It's not just marketing, iRobot basically stopped innovating. For commodity items like robot vacuums or pool cleaners, there is a relentless pressure to innovate. You can't simply coast or else you will soon find yourself left behind.
This is a good article to describe the viewpoint of Chinese iRobot competitor https://kr-asia.com/at-usd-90-per-unit-seauto-is-quietly-swe...
Yeah, this company went through an amazingly bad period. They quite innovating, and also worked really hard to segment their products in a way that would extract every last $ out of the consumer. "Oh you want it not to run into things? You'll need one more step up for another $100-200" It wasn't really based on the hardware, so much as the intentional limitations of the software.
Meanwhile cheap roborocks had no arbitrary limitations and more honest marketing.

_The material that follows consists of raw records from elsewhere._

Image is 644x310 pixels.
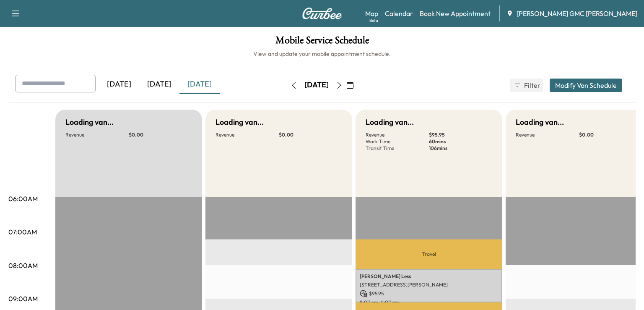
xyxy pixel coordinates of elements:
p: 8:07 am - 9:07 am [360,299,498,306]
p: 06:00AM [9,194,38,204]
button: Modify Van Schedule [550,78,622,92]
div: [DATE] [304,80,329,91]
p: Revenue [66,132,128,138]
span: Filter [524,81,540,91]
h1: Mobile Service Schedule [9,36,636,50]
p: Revenue [516,132,579,138]
p: 08:00AM [9,260,38,270]
p: $ 95.95 [429,132,492,138]
div: [DATE] [139,74,180,94]
h5: Loading van... [516,116,564,128]
a: Calendar [385,9,413,19]
h6: View and update your mobile appointment schedule. [9,50,636,58]
h5: Loading van... [366,116,414,128]
span: [PERSON_NAME] GMC [PERSON_NAME] [517,9,638,19]
p: $ 0.00 [579,132,642,138]
h5: Loading van... [216,116,264,128]
p: [PERSON_NAME] Less [360,273,498,280]
a: Book New Appointment [420,9,491,19]
button: Filter [511,78,543,92]
p: 60 mins [429,138,492,145]
p: 09:00AM [9,294,38,304]
p: [STREET_ADDRESS][PERSON_NAME] [360,281,498,288]
div: [DATE] [180,74,220,94]
p: Transit Time [366,145,429,152]
p: $ 0.00 [279,132,342,138]
a: MapBeta [365,9,379,19]
h5: Loading van... [66,116,114,128]
img: Curbee Logo [302,8,342,19]
p: Work Time [366,138,429,145]
p: Revenue [366,132,429,138]
p: 106 mins [429,145,492,152]
p: $ 95.95 [360,290,498,298]
p: Travel [356,239,502,269]
p: 07:00AM [9,227,37,237]
div: [DATE] [99,74,139,94]
div: Beta [369,17,379,23]
p: $ 0.00 [128,132,192,138]
p: Revenue [216,132,279,138]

I miss the optimism that this company used to have, but I won't miss the entity that they became.
I haven't seen a useful innovation in a robovacuum for at least a decade. What are you talking about?
Biggest issue has been the flood of cheap chinese units on the market - like GoPro, they had nowhere to go, and got beat on price once feature parity was achieved (which didn't take that long).
The best robovac was Neato. Lidar and mapping 13 years ago. No cloud.
Too bad our American leaders sold us out.